How did this expansive stretch of the world’s geography wither to the point where it is hard to remember that it once contained a culture of innovation?

Educators supposedly talk about “teachable moments.”  We are surely in the midst of one right now, at least if we are paying attention. Two authoritarian leaders—one representing a major power, and one seemingly intent on ruining what remains of a failing nation—are displaying mistakes that inform and shame at the same time.

China, of course, is the major power. But it would be a sobering lesson for President Xi Jinping to fully comprehend the disbelief of his nation’s trading partners over the misguided decision of quarantining cities like Shanghai because of COVID. Almost nothing else so clearly demonstrates the horrors of a totalitarian state than a YouTube video of faceless and white-suited minions ordering apartment dwellers to appear on their sidewalk to be tested. The quarantine in Shanghai has been so restrictive that some are unable to get the basic necessities of life, including food. This is all in support of Xi’s “zero COVID” dictum that was meant to display China’s better discipline in dealing with the pandemic. Yet his misguided policy has turned the idea of public health upside down, making the lockdown something worse than COVID itself. Nothing says “failed government” as quick as a visual display of compulsory submission that resembles nothing so much as a mandatory morning rollcall of prisoners. To say that this policy of process over compassion has gotten bad press in most of the world is an understatement. By any national standard, China has a tiny fraction of active cases. But, of course, there is apparently no one around to tell President Xi he has made a fool of himself and inadvertently helped spread the few cases that exist.  As a reporter from the Australian Broadcasting Company notes, people have been desperate:

But if the wrong-headedness of the Chinese President looks farcical to the rest of the world, the unilateral military actions of Russian President Vladimir Putin are far more troubling and despotic. Putin is still nearly mute head of a long-fading superpower at risk of devolving even further. By now the story of his obsession with the idea of rebuilding a fantasy empire is well known, if also badly out of step with the way the world works in the 21st century. Invading and slaughtering the residents of a sovereign nation is why the global order changed after the Second World War. We have to remind ourselves that the senseless Russian attack is real: a murder spree in plain view of cameras from around the world. Working alone in the tomb of the Kremlin and without a free press, Putin has lulled himself into believing that no one would miss Ukraine if it became a clone of an inert Russia.

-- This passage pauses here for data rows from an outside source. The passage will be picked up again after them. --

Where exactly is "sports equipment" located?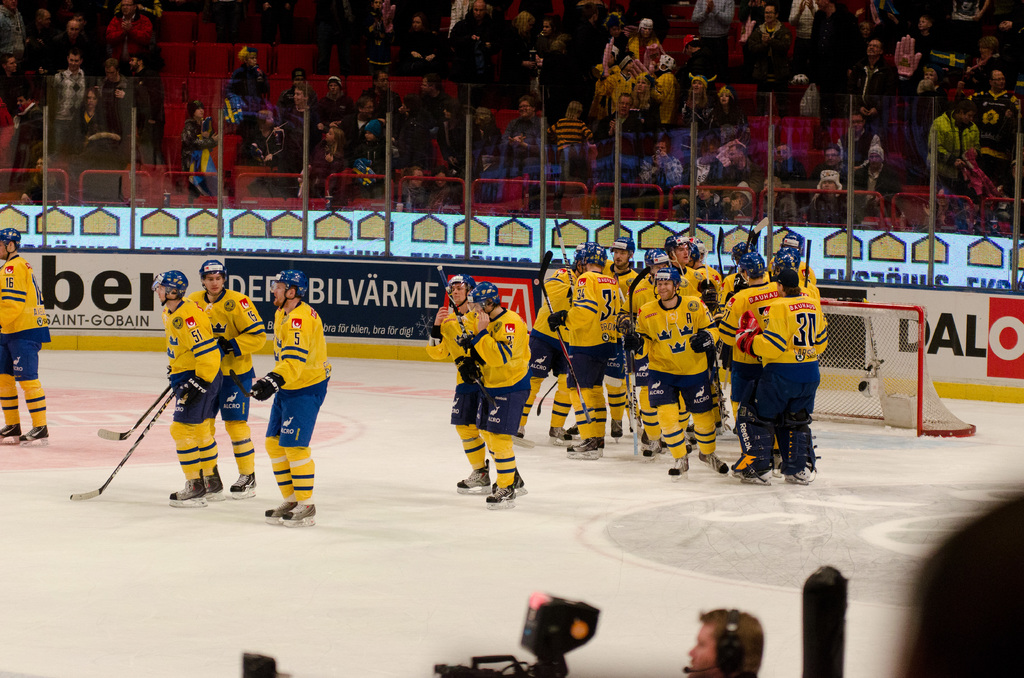
Its bounding box is pyautogui.locateOnScreen(250, 375, 284, 401).
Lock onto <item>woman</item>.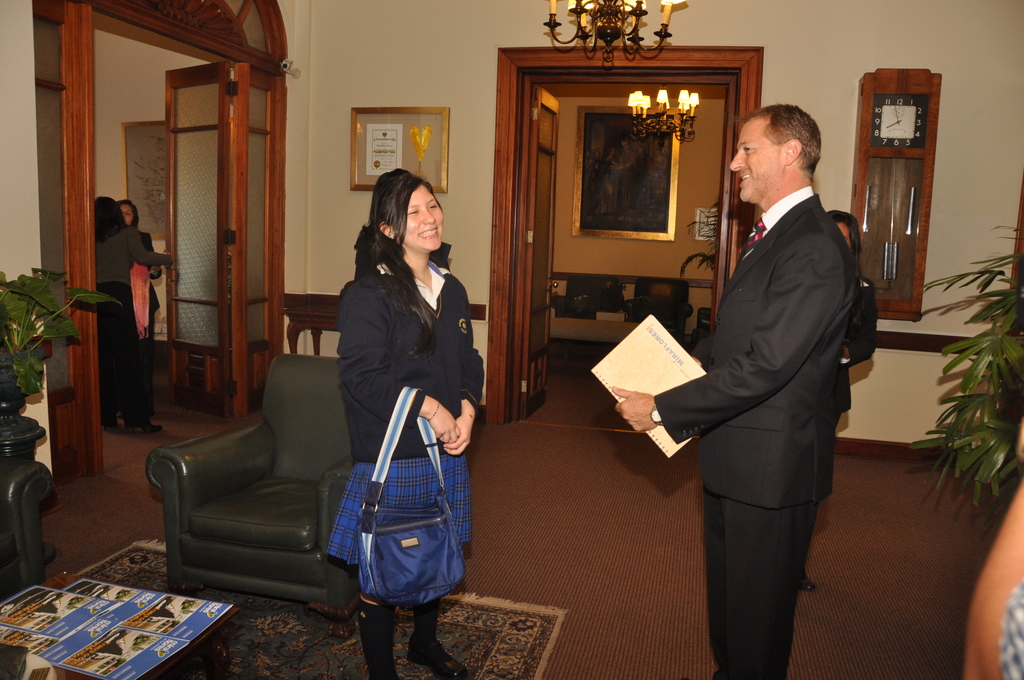
Locked: 821/204/876/502.
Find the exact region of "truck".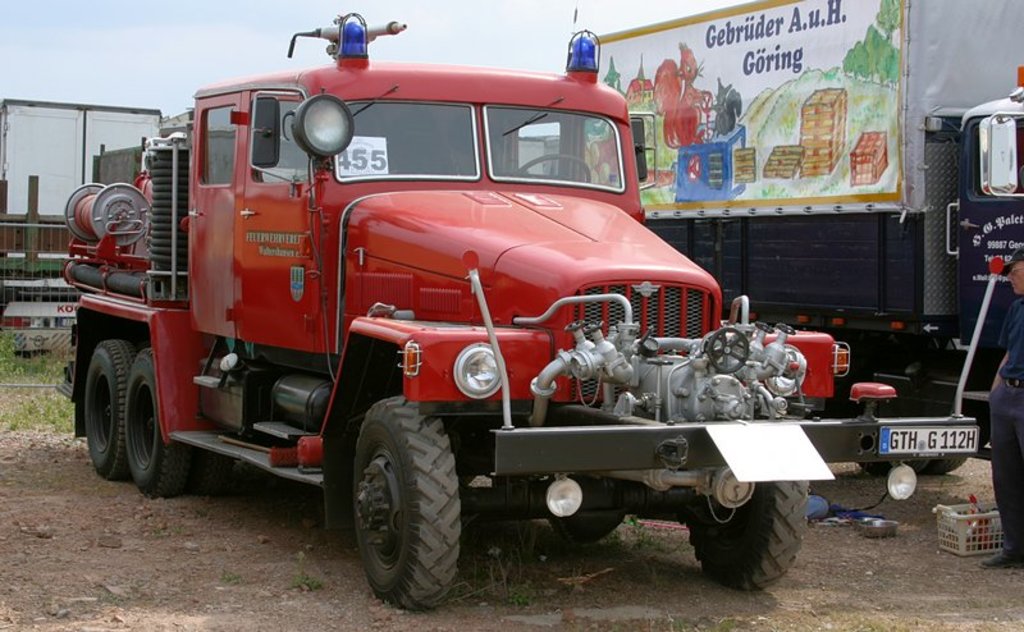
Exact region: Rect(59, 43, 829, 600).
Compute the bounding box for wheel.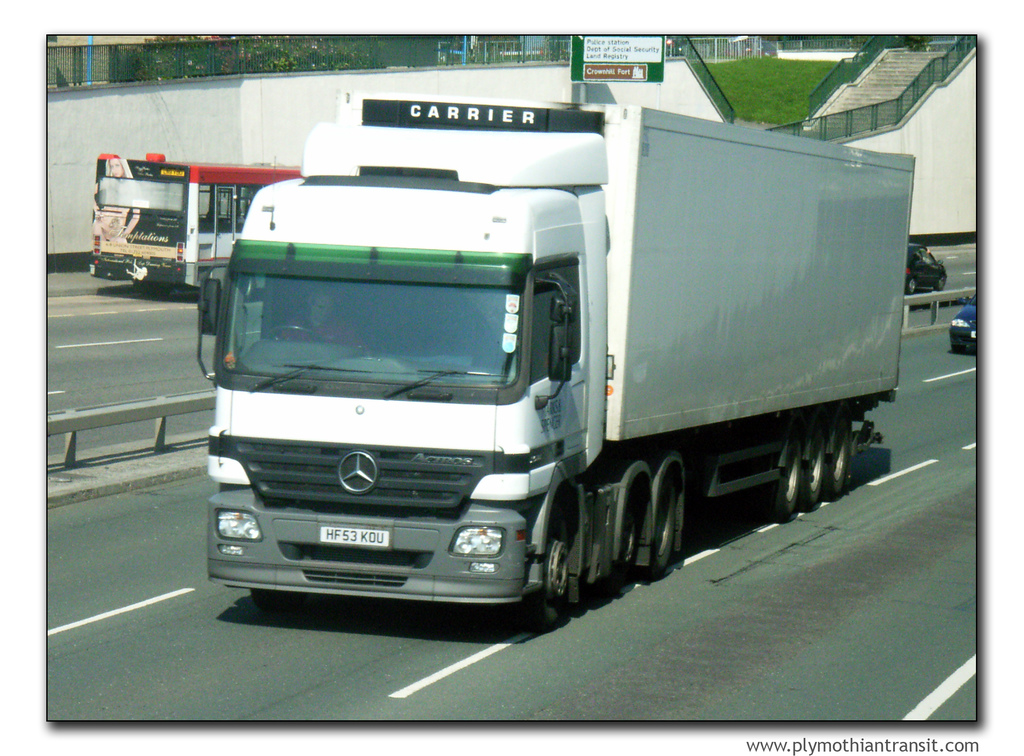
(614,485,642,588).
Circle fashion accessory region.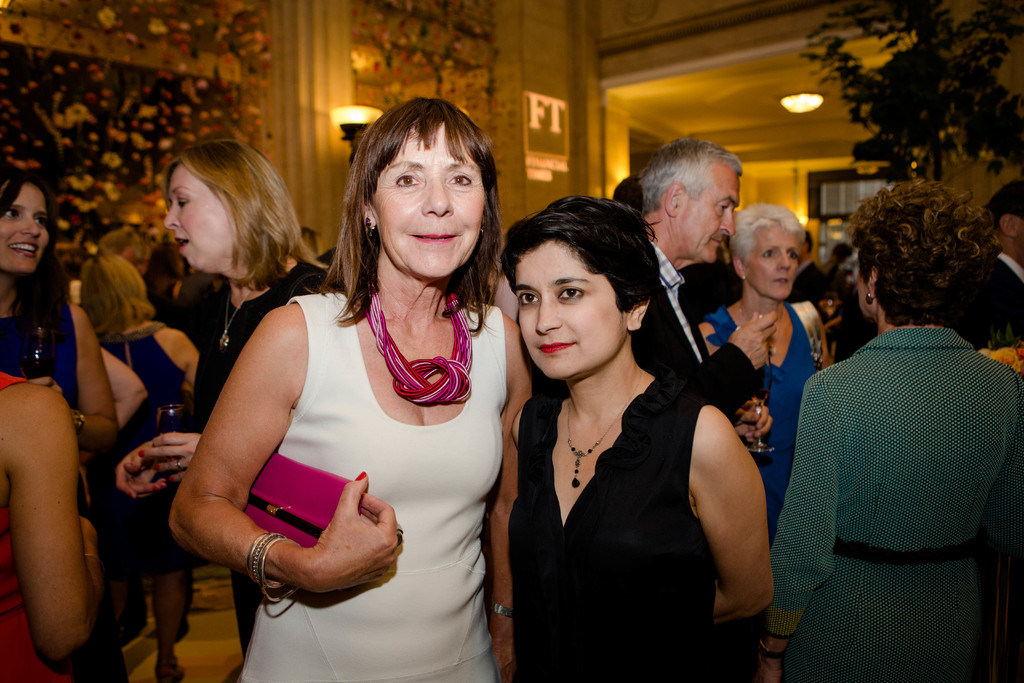
Region: 369,220,371,235.
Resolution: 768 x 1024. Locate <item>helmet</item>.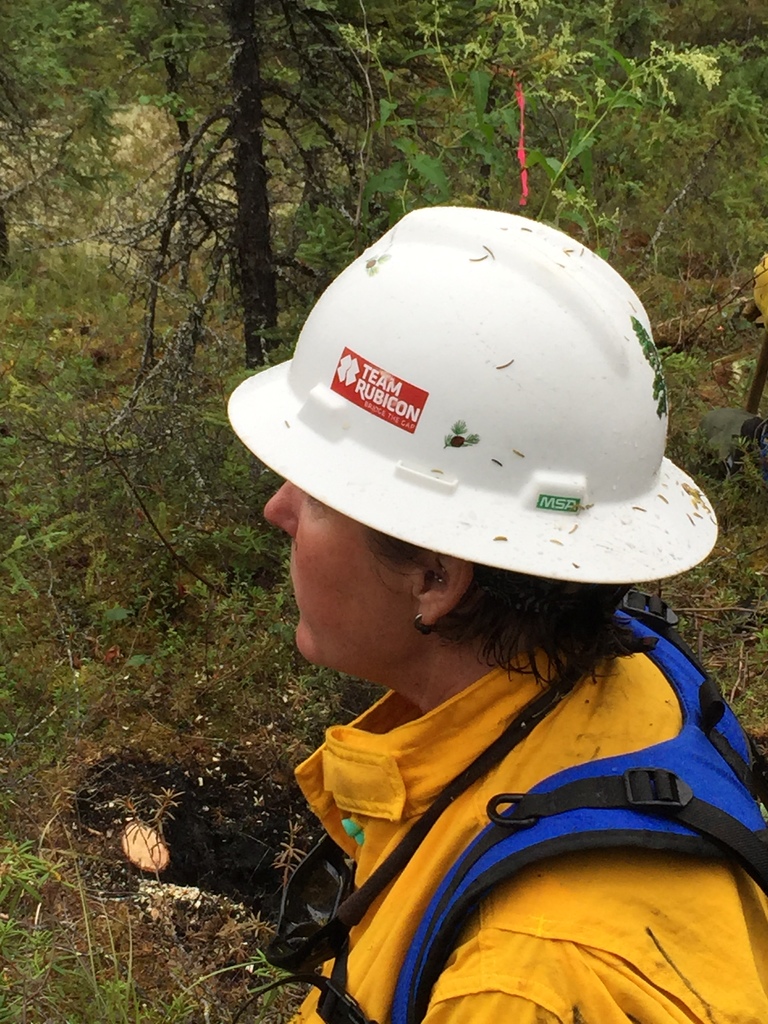
box=[224, 204, 719, 586].
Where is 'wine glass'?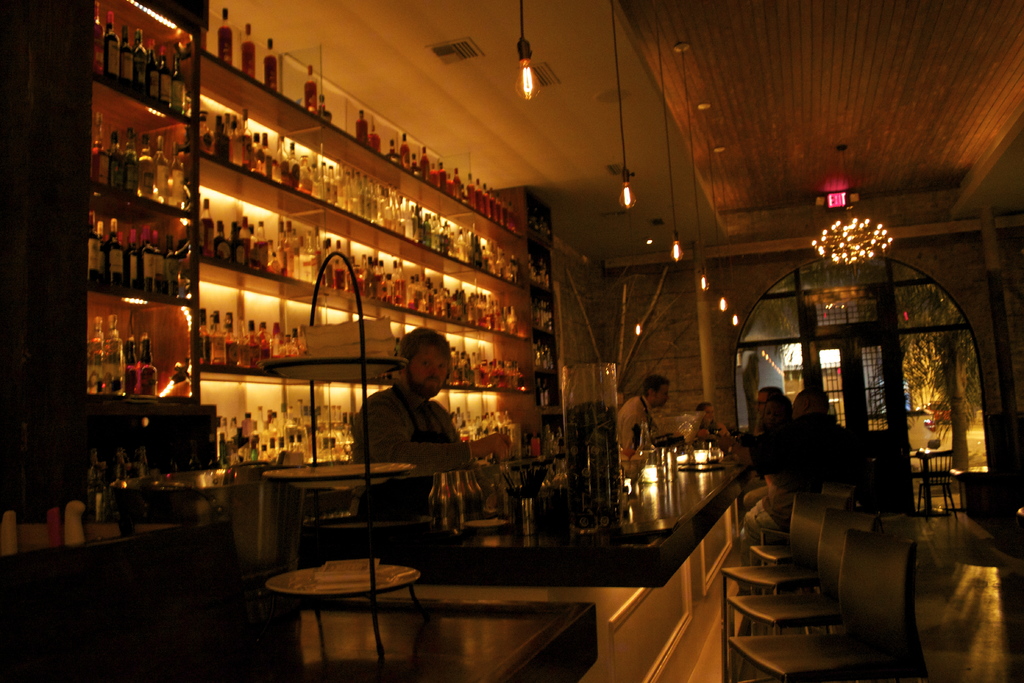
bbox(432, 473, 456, 539).
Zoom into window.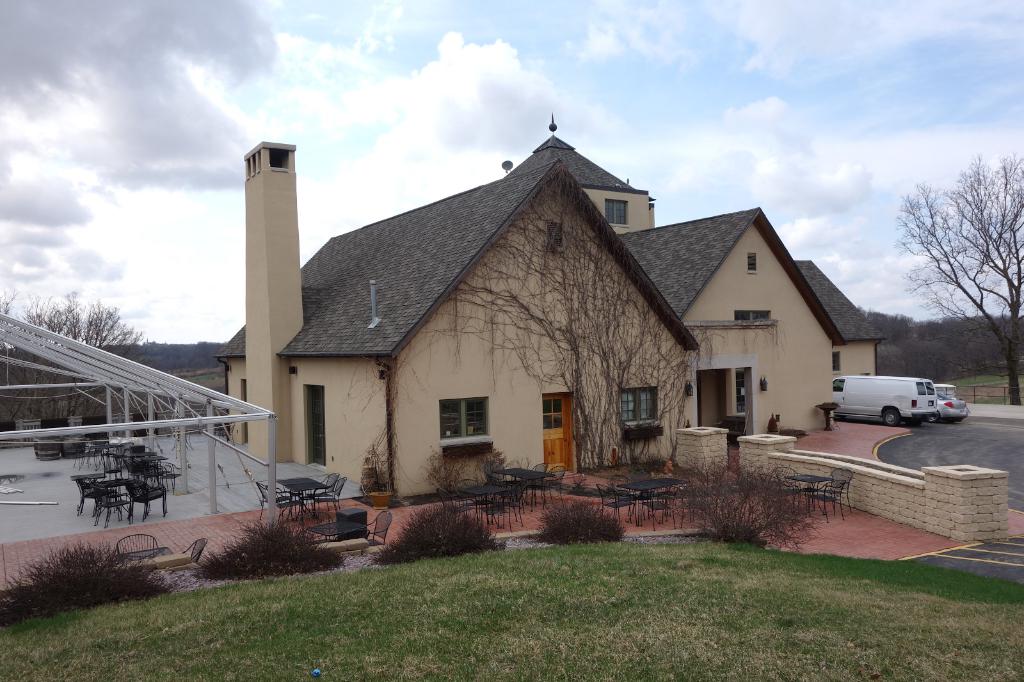
Zoom target: select_region(616, 385, 663, 442).
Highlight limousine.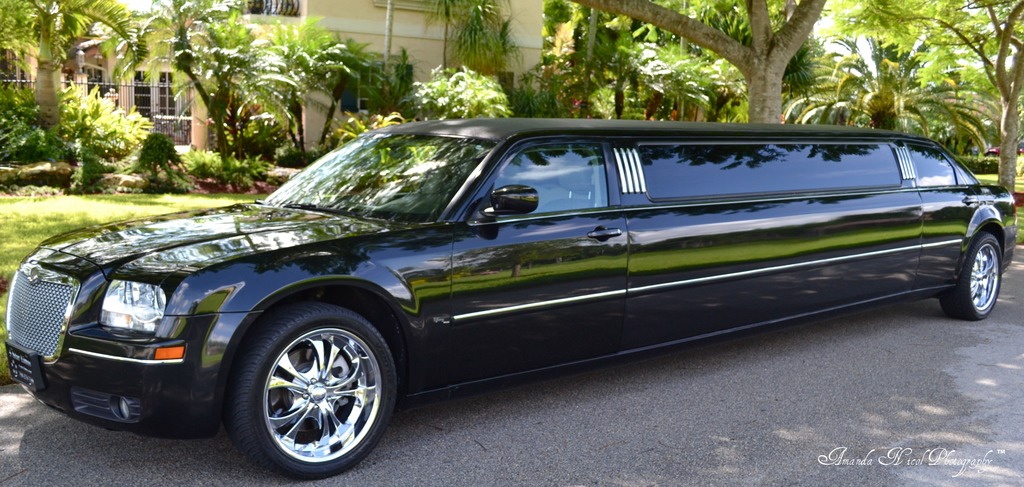
Highlighted region: [x1=4, y1=121, x2=1016, y2=484].
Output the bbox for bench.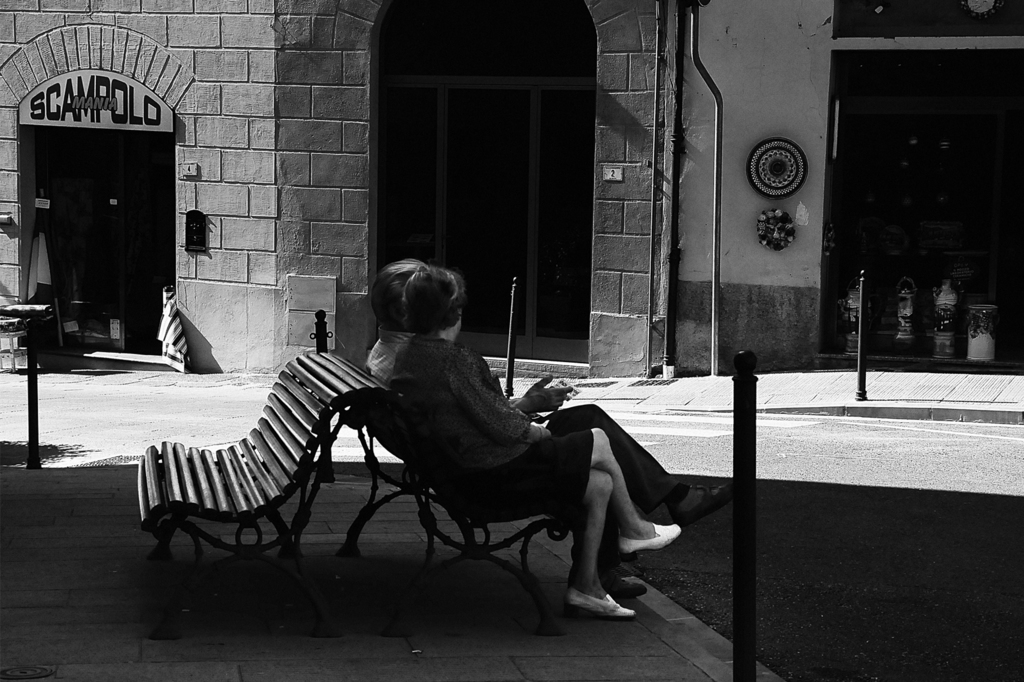
[x1=293, y1=392, x2=608, y2=630].
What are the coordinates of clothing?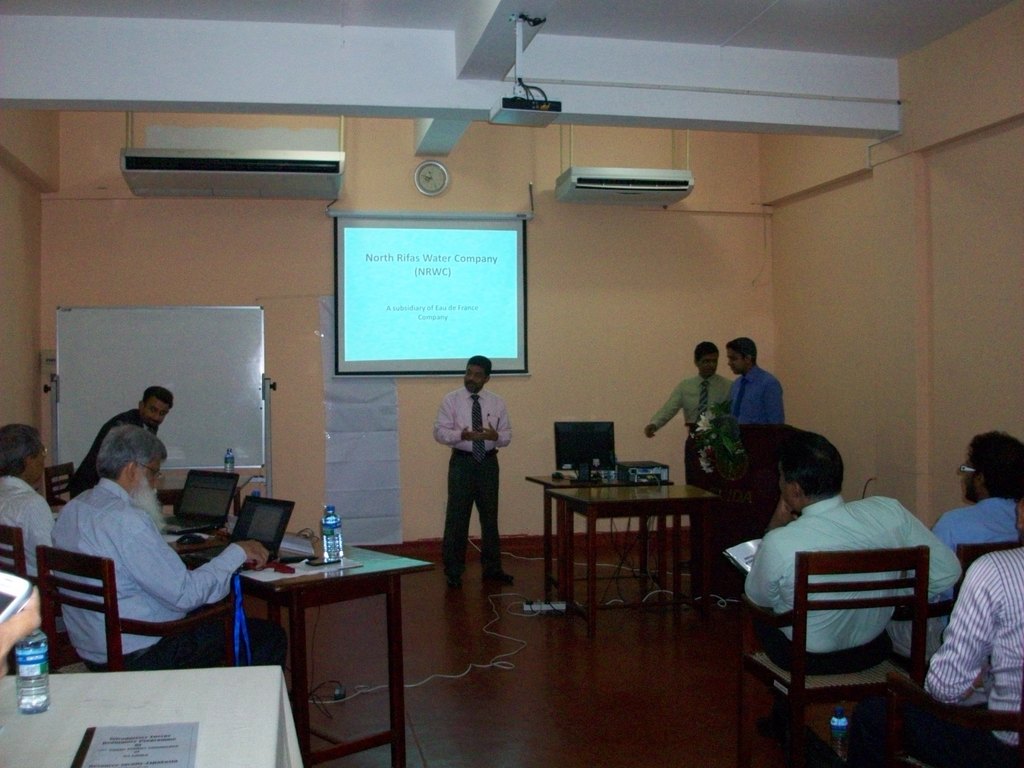
{"x1": 733, "y1": 493, "x2": 975, "y2": 683}.
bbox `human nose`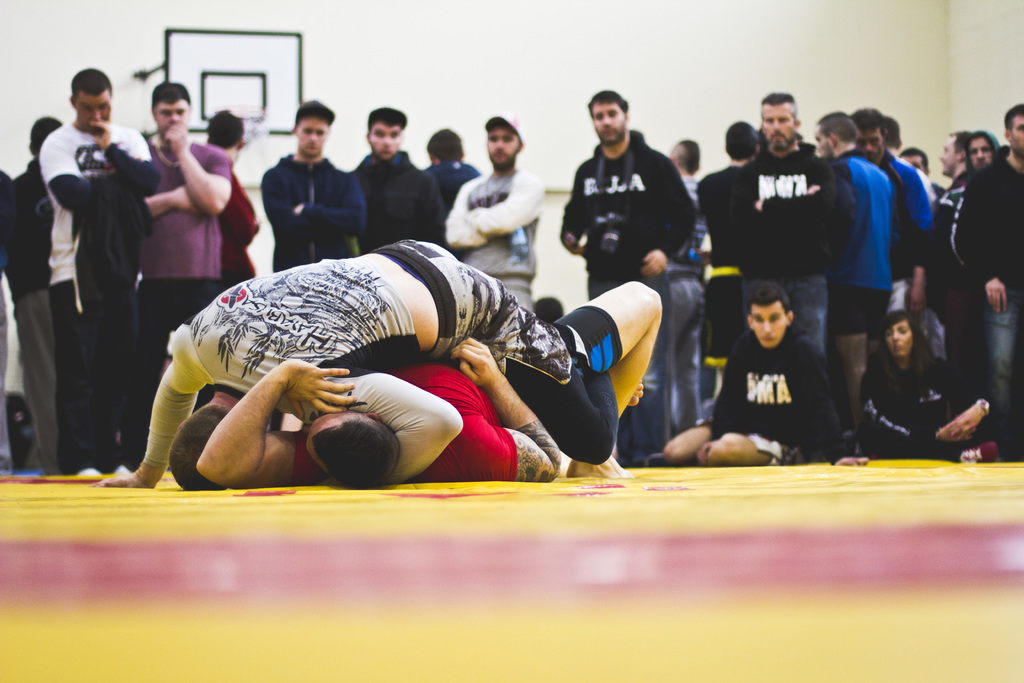
[977,152,981,158]
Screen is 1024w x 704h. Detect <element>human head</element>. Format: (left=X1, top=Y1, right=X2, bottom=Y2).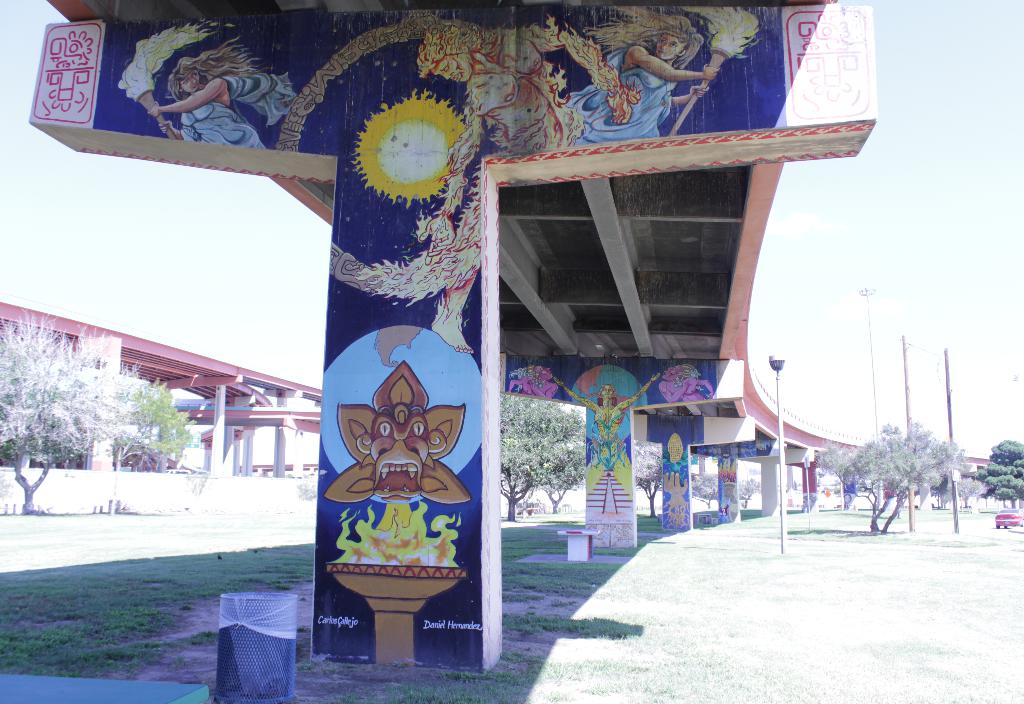
(left=166, top=40, right=259, bottom=101).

But the young democracy has given him more than he bargained for. Ukrainians have what most Russians seem to lack: a sense of personal agency, and of participation in the civil life of a messy democracy. It’s little wonder they were ready to reject being taken over by their moribund neighbor.

No One Wants What Russia Makes

If Russia is not yet a failed state, Putin’s error, along with pushback from most of the world’s democracies, will soon yield that result. Even now Russia’s birth rate is below levels that can sustain it. Many of the young and the nation’s best and brightest have moved to less oppressive countries. And Russia remains a remarkably corrupt and unproductive place, having missed chances to foster tech and progressive innovators like its smaller neighbors of Finland and Sweden. As we all know now, Russia mostly keeps the lights on by falling back on old and sloppy extractive industries like timber, oil and gas. Value-added businesses that make good things are rarer. No one wants Russian cars, appliances, audio components or computers. And many of us are less than happy at the thought of stepping on to a plane maintained by a Russian ground crew. My guess is that even the country’s few remaining and clueless allies may even be rethinking their purchases of those “jack-in-the-box” Russian tanks.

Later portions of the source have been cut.